DISCUSSION AND CONCLUSION
In this study we were interested in assessing the aging of the natural tension of the human body skin In Vivo (the upper chest, the belly, the anterior face of the arm and the posterior face of the arm) from the impedance and centimetric measurements, the ratings of the skin sagging and the analysis of the skin relief.
Sagging skin tension is not only related to aging and the degradation of the skin's mechanical properties. Other factors seem to be contributing to the loss of skin tension such as the accumulation of fat in certain areas of the body such as the belly and the posterior face of the arm, pregnancy and breastfeeding, the effect of gravity and sun exposure.
For the upper chest, the inter-mammary fold is more marked for a higher BMI and for a longer duration of breastfeeding. These factors do not seem to influence the skin topography at the level of the measurement area but show a sagging skin in the upper chest.
For the belly, the skin tension is influenced by the level of visceral fat and the number of pregnancies. The density of the skin lines in the maximal directions increases when these factors are higher. Mechanically, everything happens as if the belly skin becomes subjected to a permanent traction that pushes the skin lines to reorient themselves towards the directions of the skin tension.

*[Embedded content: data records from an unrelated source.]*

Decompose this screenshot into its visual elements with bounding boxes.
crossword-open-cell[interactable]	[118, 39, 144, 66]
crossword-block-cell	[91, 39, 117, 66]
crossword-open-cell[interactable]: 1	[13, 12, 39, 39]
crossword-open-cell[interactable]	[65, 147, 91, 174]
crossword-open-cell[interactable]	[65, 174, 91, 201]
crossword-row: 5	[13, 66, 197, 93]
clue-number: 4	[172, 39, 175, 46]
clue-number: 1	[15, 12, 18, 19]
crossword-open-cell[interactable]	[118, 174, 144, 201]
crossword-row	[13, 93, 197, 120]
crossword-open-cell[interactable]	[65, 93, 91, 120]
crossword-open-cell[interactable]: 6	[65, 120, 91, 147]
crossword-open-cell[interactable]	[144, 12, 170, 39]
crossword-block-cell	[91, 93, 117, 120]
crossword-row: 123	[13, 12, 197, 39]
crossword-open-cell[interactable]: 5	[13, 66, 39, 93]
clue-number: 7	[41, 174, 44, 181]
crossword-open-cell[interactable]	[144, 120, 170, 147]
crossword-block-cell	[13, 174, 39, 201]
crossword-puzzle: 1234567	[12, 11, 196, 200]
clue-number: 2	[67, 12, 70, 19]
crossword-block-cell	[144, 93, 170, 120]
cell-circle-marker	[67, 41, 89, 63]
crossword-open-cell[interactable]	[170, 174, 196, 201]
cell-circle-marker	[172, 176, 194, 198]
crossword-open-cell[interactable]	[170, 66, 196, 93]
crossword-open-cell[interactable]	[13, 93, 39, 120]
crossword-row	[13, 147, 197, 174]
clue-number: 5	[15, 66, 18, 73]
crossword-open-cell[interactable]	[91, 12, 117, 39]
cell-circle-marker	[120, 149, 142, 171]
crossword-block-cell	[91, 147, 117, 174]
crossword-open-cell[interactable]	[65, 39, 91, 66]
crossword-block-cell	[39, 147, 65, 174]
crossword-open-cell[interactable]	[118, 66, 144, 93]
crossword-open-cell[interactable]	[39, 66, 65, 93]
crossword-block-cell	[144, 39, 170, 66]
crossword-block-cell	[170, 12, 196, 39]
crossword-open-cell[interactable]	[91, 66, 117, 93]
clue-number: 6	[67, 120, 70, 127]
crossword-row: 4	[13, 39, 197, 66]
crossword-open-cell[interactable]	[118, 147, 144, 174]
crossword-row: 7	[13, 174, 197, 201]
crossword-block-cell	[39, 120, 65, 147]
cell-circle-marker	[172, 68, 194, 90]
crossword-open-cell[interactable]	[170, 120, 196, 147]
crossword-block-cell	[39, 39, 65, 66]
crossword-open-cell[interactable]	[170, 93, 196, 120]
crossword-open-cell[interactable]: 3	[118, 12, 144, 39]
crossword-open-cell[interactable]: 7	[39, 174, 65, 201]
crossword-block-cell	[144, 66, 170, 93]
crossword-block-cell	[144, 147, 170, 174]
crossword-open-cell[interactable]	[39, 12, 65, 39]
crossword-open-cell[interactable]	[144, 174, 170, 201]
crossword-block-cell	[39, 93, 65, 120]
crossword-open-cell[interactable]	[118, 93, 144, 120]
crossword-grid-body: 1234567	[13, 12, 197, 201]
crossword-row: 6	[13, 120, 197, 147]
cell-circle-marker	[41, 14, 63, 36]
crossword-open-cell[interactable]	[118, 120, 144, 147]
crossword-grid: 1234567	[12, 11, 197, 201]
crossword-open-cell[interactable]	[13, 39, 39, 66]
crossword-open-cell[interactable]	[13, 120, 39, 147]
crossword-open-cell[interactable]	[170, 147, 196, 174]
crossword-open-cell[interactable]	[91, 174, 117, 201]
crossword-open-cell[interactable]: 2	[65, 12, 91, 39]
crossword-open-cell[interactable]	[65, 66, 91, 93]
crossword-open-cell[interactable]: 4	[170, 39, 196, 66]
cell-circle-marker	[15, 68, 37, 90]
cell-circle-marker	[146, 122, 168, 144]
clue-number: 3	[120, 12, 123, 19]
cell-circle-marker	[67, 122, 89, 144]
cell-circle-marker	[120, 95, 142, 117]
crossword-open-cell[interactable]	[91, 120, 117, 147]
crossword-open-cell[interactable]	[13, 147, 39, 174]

The results of the measurements carried out on the arm (evaluation of the arm ptosis, impedance and centimetric measurements, and analysis of skin relief) show that with aging there is an accumulation of fat in the arm. The effect of this localized accumulation combined with the mechanical action of gravity results in a relaxation of the skin, particularly on the posterior face of the arm. This skin relaxation is both a cause and a consequence of ptosis of the arm. Ptosis, which is an accumulation of fatty material, applies a load under the effect of gravity, particularly in the posterior aspect of the arm. This amplifies the skin sagging in this area of the body.

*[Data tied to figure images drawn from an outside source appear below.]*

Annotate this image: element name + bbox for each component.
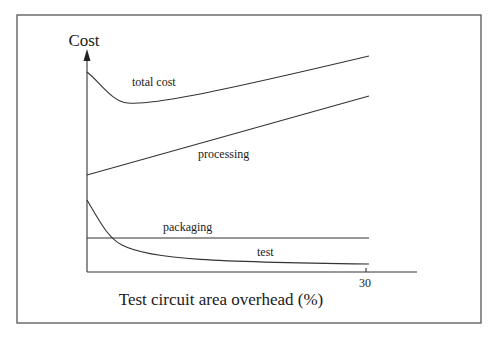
series-total-cost bbox=[87, 56, 369, 103]
cost-chart: Cost 30 Test circuit area overhead (%) t… bbox=[0, 0, 496, 337]
y-axis-arrow-icon bbox=[84, 49, 91, 61]
label-packaging: packaging bbox=[163, 220, 212, 234]
x-axis-label: Test circuit area overhead (%) bbox=[119, 290, 324, 309]
label-test: test bbox=[257, 245, 274, 259]
y-axis-label: Cost bbox=[68, 31, 99, 50]
label-total-cost: total cost bbox=[132, 75, 176, 89]
series-processing bbox=[87, 96, 369, 175]
x-tick-label-30: 30 bbox=[359, 276, 371, 290]
series-test bbox=[87, 200, 369, 264]
label-processing: processing bbox=[198, 147, 249, 161]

The skin relief analysis of the different body areas studied showed that the skin tension is strongly dependent on the body area. The study of the skin lines distribution allowed identifying the main directions of skin tension. This result is obtained by comparison with the mapping of Langer lines [17]. The main directions of skin tension correspond to the directions of maximum line densities. These directions are: [0° - 20°] for the upper chest and belly, [0° - 40°] for the anterior face of the arm, and [0° - 20°] for the posterior face of the arm. With aging, the density of the skin lines decreases in the directions of the family of lines perpendicular to the Langer lines, particularly involving the posterior aspect of the arm. This body area undergoes a significant sagging of the skin with age which results in an arm ptosis as it has been said before.

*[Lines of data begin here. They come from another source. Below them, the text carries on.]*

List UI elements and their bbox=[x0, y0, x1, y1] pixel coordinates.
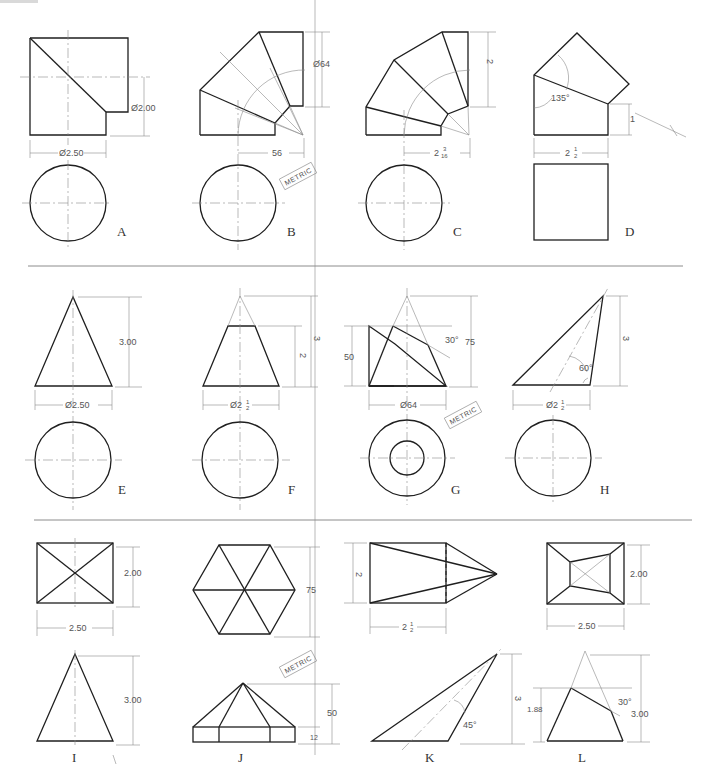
svg-text:B: B bbox=[287, 224, 296, 239]
svg-text:1.88: 1.88 bbox=[527, 705, 543, 714]
svg-text:2: 2 bbox=[298, 353, 308, 358]
metric-badge: METRIC bbox=[279, 162, 316, 189]
svg-text:1: 1 bbox=[574, 146, 578, 152]
svg-text:12: 12 bbox=[310, 734, 318, 741]
svg-text:Ø2.50: Ø2.50 bbox=[59, 148, 84, 158]
svg-text:30°: 30° bbox=[445, 335, 459, 345]
svg-text:K: K bbox=[425, 750, 435, 765]
svg-text:A: A bbox=[117, 224, 127, 239]
svg-text:L: L bbox=[578, 750, 586, 765]
problem-f: 2 3 Ø2 1 2 F bbox=[192, 288, 322, 510]
svg-text:Ø2: Ø2 bbox=[230, 400, 242, 410]
metric-badge: METRIC bbox=[279, 650, 316, 677]
svg-text:3: 3 bbox=[443, 146, 447, 152]
problem-e: 3.00 Ø2.50 E bbox=[25, 290, 142, 510]
svg-text:Ø2.00: Ø2.00 bbox=[131, 103, 156, 113]
svg-text:2: 2 bbox=[354, 572, 364, 577]
svg-text:C: C bbox=[453, 224, 462, 239]
svg-text:3: 3 bbox=[513, 696, 523, 701]
svg-text:56: 56 bbox=[272, 148, 282, 158]
svg-text:135°: 135° bbox=[551, 93, 570, 103]
svg-text:2: 2 bbox=[434, 148, 439, 158]
svg-text:Ø2: Ø2 bbox=[546, 400, 558, 410]
svg-text:G: G bbox=[451, 482, 460, 497]
svg-text:3.00: 3.00 bbox=[119, 337, 137, 347]
problem-d: 135° 1 2 1 2 D bbox=[534, 33, 686, 240]
svg-text:2.00: 2.00 bbox=[124, 568, 142, 578]
drawing-sheet: Ø2.00 Ø2.50 A Ø64 56 METRIC bbox=[0, 0, 711, 780]
problem-j: 75 METRIC 50 12 J bbox=[193, 0, 340, 765]
corner-bar bbox=[0, 0, 38, 3]
svg-text:J: J bbox=[238, 750, 243, 765]
svg-text:2: 2 bbox=[574, 153, 578, 159]
problem-g: 50 75 30° Ø64 METRIC G bbox=[344, 288, 482, 505]
svg-text:E: E bbox=[118, 482, 126, 497]
svg-text:3: 3 bbox=[621, 336, 631, 341]
problem-b: Ø64 56 METRIC B bbox=[192, 32, 330, 250]
problem-h: 60° 3 Ø2 1 2 H bbox=[505, 288, 631, 505]
svg-text:3: 3 bbox=[312, 336, 322, 341]
svg-text:16: 16 bbox=[441, 153, 448, 159]
problem-a: Ø2.00 Ø2.50 A bbox=[20, 30, 156, 250]
svg-text:45°: 45° bbox=[463, 720, 477, 730]
svg-text:3.00: 3.00 bbox=[631, 709, 649, 719]
svg-text:2.50: 2.50 bbox=[578, 621, 596, 631]
metric-badge: METRIC bbox=[444, 401, 481, 428]
svg-text:Ø2.50: Ø2.50 bbox=[65, 400, 90, 410]
svg-text:Ø64: Ø64 bbox=[400, 400, 417, 410]
svg-text:H: H bbox=[600, 482, 609, 497]
svg-text:2.00: 2.00 bbox=[630, 569, 648, 579]
svg-text:2: 2 bbox=[402, 622, 407, 632]
problem-l: 2.00 2.50 1.88 3.00 30° L bbox=[527, 543, 650, 765]
svg-text:75: 75 bbox=[306, 585, 316, 595]
svg-text:60°: 60° bbox=[579, 363, 593, 373]
svg-text:75: 75 bbox=[465, 337, 475, 347]
svg-text:2: 2 bbox=[246, 405, 250, 411]
svg-text:Ø64: Ø64 bbox=[313, 59, 330, 69]
svg-text:2: 2 bbox=[561, 405, 565, 411]
svg-text:1: 1 bbox=[630, 114, 635, 124]
svg-text:50: 50 bbox=[344, 352, 354, 362]
svg-text:30°: 30° bbox=[618, 697, 632, 707]
svg-text:50: 50 bbox=[327, 708, 337, 718]
problem-k: 2 2 1 2 45° 3 K bbox=[344, 543, 525, 765]
svg-text:F: F bbox=[288, 482, 295, 497]
svg-text:3.00: 3.00 bbox=[124, 695, 142, 705]
problem-c: 2 2 3 16 C bbox=[358, 32, 496, 250]
svg-text:2.50: 2.50 bbox=[69, 623, 87, 633]
problem-i: 2.00 2.50 3.00 I bbox=[37, 538, 142, 765]
svg-text:I: I bbox=[72, 750, 76, 765]
svg-text:2: 2 bbox=[410, 627, 414, 633]
svg-text:2: 2 bbox=[485, 59, 495, 64]
svg-text:2: 2 bbox=[565, 148, 570, 158]
svg-text:D: D bbox=[625, 224, 634, 239]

The orientation of the main directions of tension and flexibility changes slightly depending on the state of tension and the state of balance of the tension forces between the family of skin tension lines (Langer lines) and the family of lines perpendicular to the Langer lines. The skin loses its tension and flexibility with age and therefore becomes looser.
Sagging skin tension is not only related to aging and the degradation of the skin's mechanical properties. Other factors can contribute to the loss of skin tension such as the accumulation of fat in certain areas of the body such as the abdomen and the back of the arm, pregnancy and breastfeeding, the effect of gravity and sun exposure. The cosmetology and dermatology fields are concerned with problems related to major deformations of skin tissue such as stretch marks experienced by overweight people or pregnant women, and/or chapping due to cold and dehydration. The possibility of having discriminating information on the state of skin tension and the factors that influence it, would make it possible to finely study the effect of the care product and to adapt the care program to the concerned subject or it can also intervene in the product development phase.